Collected data entries:
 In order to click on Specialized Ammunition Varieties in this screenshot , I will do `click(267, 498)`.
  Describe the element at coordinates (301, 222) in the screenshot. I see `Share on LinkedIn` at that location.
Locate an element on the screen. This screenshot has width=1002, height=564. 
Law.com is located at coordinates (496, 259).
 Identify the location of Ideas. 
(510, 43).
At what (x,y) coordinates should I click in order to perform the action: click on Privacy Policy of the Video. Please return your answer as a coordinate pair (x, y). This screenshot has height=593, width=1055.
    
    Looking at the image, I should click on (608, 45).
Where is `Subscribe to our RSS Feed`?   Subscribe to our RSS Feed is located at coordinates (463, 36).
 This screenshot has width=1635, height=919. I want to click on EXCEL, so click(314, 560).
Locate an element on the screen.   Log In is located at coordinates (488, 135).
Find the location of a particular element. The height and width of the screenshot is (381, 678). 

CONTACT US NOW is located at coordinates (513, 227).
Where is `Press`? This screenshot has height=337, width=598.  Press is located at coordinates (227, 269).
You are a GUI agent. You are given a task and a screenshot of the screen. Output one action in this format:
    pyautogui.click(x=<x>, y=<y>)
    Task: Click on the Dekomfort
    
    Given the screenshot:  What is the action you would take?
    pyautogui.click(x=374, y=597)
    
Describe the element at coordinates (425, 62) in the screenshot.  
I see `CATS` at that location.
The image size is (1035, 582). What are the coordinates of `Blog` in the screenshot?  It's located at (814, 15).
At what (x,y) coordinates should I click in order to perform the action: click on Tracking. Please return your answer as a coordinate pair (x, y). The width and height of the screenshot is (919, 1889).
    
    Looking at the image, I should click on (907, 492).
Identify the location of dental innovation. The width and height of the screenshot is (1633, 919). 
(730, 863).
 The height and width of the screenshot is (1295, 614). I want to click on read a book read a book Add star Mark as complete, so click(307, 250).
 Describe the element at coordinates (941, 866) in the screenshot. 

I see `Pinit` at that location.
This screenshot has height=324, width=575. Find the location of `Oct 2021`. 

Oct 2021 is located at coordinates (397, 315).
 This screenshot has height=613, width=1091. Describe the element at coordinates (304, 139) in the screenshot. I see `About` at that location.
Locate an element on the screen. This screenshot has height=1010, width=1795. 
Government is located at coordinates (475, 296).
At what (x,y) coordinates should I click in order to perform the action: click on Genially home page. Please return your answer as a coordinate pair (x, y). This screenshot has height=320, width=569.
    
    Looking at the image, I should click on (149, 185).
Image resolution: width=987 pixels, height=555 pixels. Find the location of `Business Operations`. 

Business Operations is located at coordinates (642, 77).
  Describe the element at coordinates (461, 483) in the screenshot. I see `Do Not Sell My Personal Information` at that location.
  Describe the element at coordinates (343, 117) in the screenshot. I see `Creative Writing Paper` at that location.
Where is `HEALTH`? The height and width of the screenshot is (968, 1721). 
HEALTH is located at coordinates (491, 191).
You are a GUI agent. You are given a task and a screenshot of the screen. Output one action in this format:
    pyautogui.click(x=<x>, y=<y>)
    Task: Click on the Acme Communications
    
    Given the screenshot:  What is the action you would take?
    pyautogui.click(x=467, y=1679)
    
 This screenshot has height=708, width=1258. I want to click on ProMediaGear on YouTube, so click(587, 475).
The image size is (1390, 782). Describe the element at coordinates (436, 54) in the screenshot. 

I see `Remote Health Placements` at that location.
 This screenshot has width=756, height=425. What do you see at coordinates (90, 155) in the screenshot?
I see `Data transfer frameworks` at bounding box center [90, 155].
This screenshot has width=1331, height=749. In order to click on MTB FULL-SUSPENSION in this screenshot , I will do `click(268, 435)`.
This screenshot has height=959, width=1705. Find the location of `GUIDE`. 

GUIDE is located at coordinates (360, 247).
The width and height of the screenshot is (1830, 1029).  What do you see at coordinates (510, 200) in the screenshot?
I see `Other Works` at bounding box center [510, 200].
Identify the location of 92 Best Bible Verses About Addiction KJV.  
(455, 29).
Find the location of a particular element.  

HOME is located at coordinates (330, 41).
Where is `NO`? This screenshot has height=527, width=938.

Required work ▸
I'd like every record written out exactly as given.

Answer to this problem ▸
 In order to click on Specialized Ammunition Varieties in this screenshot , I will do `click(267, 498)`.
  Describe the element at coordinates (301, 222) in the screenshot. I see `Share on LinkedIn` at that location.
Locate an element on the screen. This screenshot has width=1002, height=564. 
Law.com is located at coordinates (496, 259).
 Identify the location of Ideas. 
(510, 43).
At what (x,y) coordinates should I click in order to perform the action: click on Privacy Policy of the Video. Please return your answer as a coordinate pair (x, y). This screenshot has height=593, width=1055.
    
    Looking at the image, I should click on (608, 45).
Where is `Subscribe to our RSS Feed`?   Subscribe to our RSS Feed is located at coordinates (463, 36).
 This screenshot has width=1635, height=919. I want to click on EXCEL, so click(314, 560).
Locate an element on the screen.   Log In is located at coordinates (488, 135).
Find the location of a particular element. The height and width of the screenshot is (381, 678). 

CONTACT US NOW is located at coordinates (513, 227).
Where is `Press`? This screenshot has height=337, width=598.  Press is located at coordinates (227, 269).
You are a GUI agent. You are given a task and a screenshot of the screen. Output one action in this format:
    pyautogui.click(x=<x>, y=<y>)
    Task: Click on the Dekomfort
    
    Given the screenshot:  What is the action you would take?
    pyautogui.click(x=374, y=597)
    
Describe the element at coordinates (425, 62) in the screenshot.  
I see `CATS` at that location.
The image size is (1035, 582). What are the coordinates of `Blog` in the screenshot?  It's located at (814, 15).
At what (x,y) coordinates should I click in order to perform the action: click on Tracking. Please return your answer as a coordinate pair (x, y). The width and height of the screenshot is (919, 1889).
    
    Looking at the image, I should click on (907, 492).
Identify the location of dental innovation. The width and height of the screenshot is (1633, 919). 
(730, 863).
 The height and width of the screenshot is (1295, 614). I want to click on read a book read a book Add star Mark as complete, so click(307, 250).
 Describe the element at coordinates (941, 866) in the screenshot. 

I see `Pinit` at that location.
This screenshot has height=324, width=575. Find the location of `Oct 2021`. 

Oct 2021 is located at coordinates (397, 315).
 This screenshot has height=613, width=1091. Describe the element at coordinates (304, 139) in the screenshot. I see `About` at that location.
Locate an element on the screen. This screenshot has height=1010, width=1795. 
Government is located at coordinates (475, 296).
At what (x,y) coordinates should I click in order to perform the action: click on Genially home page. Please return your answer as a coordinate pair (x, y). This screenshot has height=320, width=569.
    
    Looking at the image, I should click on (149, 185).
Image resolution: width=987 pixels, height=555 pixels. Find the location of `Business Operations`. 

Business Operations is located at coordinates (642, 77).
  Describe the element at coordinates (461, 483) in the screenshot. I see `Do Not Sell My Personal Information` at that location.
  Describe the element at coordinates (343, 117) in the screenshot. I see `Creative Writing Paper` at that location.
Where is `HEALTH`? The height and width of the screenshot is (968, 1721). 
HEALTH is located at coordinates (491, 191).
You are a GUI agent. You are given a task and a screenshot of the screen. Output one action in this format:
    pyautogui.click(x=<x>, y=<y>)
    Task: Click on the Acme Communications
    
    Given the screenshot:  What is the action you would take?
    pyautogui.click(x=467, y=1679)
    
 This screenshot has height=708, width=1258. I want to click on ProMediaGear on YouTube, so click(587, 475).
The image size is (1390, 782). Describe the element at coordinates (436, 54) in the screenshot. 

I see `Remote Health Placements` at that location.
 This screenshot has width=756, height=425. What do you see at coordinates (90, 155) in the screenshot?
I see `Data transfer frameworks` at bounding box center [90, 155].
This screenshot has width=1331, height=749. In order to click on MTB FULL-SUSPENSION in this screenshot , I will do `click(268, 435)`.
This screenshot has height=959, width=1705. Find the location of `GUIDE`. 

GUIDE is located at coordinates (360, 247).
The width and height of the screenshot is (1830, 1029).  What do you see at coordinates (510, 200) in the screenshot?
I see `Other Works` at bounding box center [510, 200].
Identify the location of 92 Best Bible Verses About Addiction KJV.  
(455, 29).
Find the location of a particular element.  

HOME is located at coordinates (330, 41).
Where is `NO`? This screenshot has height=527, width=938.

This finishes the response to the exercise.